Dr. Sakka has been a faculty member at Sprott since 2008 and has taught financial and managerial accounting courses at the undergraduate, Master’s, and Ph.D. levels. She has developed a thriving research program that integrates Accounting with other business areas; a multidisciplinary research program that is quite unique because it delves into the accounting world from a decision-making perspective and a specialization in Internal Controls.

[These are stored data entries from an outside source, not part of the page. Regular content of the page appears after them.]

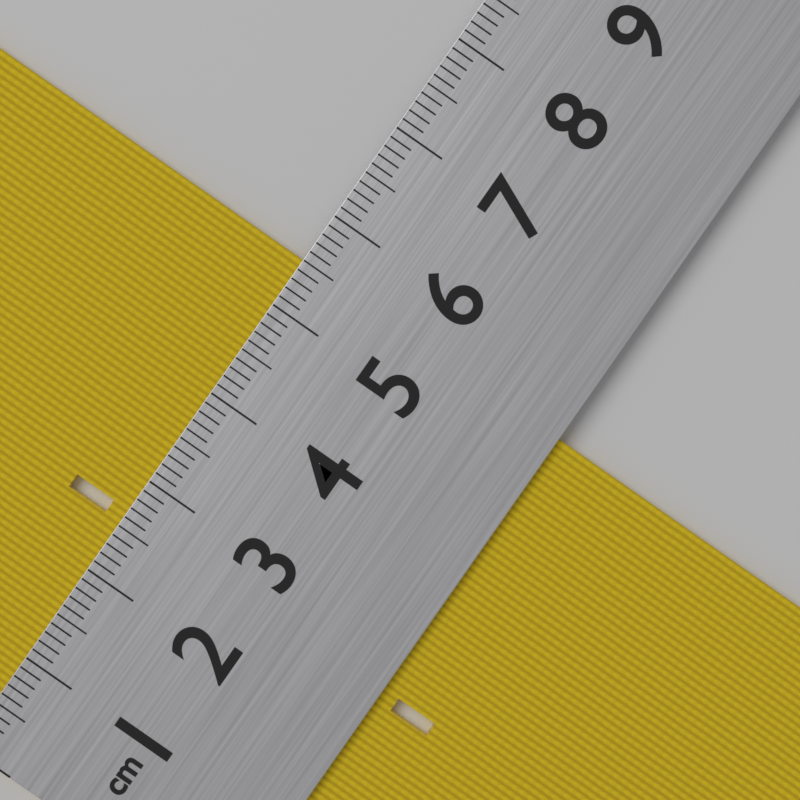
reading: 5.5 cm
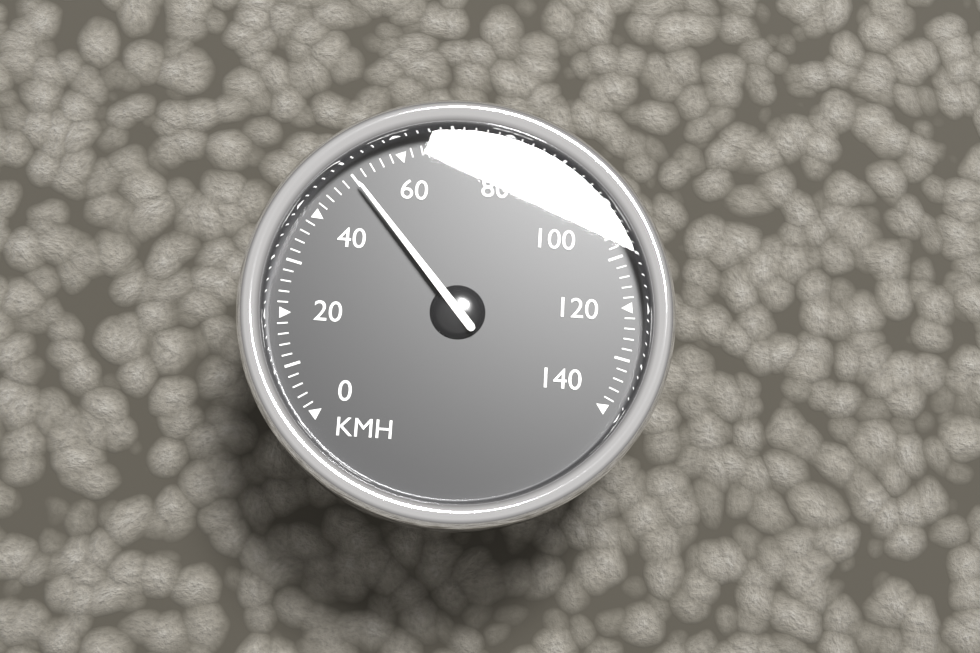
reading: 50 km/h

Dr. Sakka’s scholarly contributions in the last five years can be classified in two areas: 1) Use of project control information (such as budgets, user requirements, system technical specifications) to manage uncertainty in information system projects and 2) Internal control of small- and medium-size enterprises based on the use of financial and non-financial information. Her research has been presented at several national and international conferences and published in leading business journals such as: Information & Management; Journal of Small Business Management; International Journal of Productivity and Performance Management; International Journal of Project management; International Journal of Innovation Management; and Measuring Business Excellence.
Dr. Sakka’s most recent and very exciting two-year project, funded by a SSHRC Insight Development Grant, sees her, along with other collaborators, tease out the factors that challenge the quality of internal audit in the federal government. Dr. Sakka is interested in looking at this problem from various points of view—auditors, managers, policy-makers, and standard-setters. Dr. Sakka aims to explore not only how challenges are managed by internal auditors, but to further elucidate the kinds of policy changes needed around internal auditing to supply recommendations to the government for more transparency, efficiency, and an unbiased process.
Dr. Sakka loves to explore new contexts and cross-pollinate her work into all areas of business—accounting has many layers. Moreover, she loves teaching. She believes that it’s important to teach students that accounting isn’t just about numbers, it’s also about decision-making and other important factors that influence company performance and success.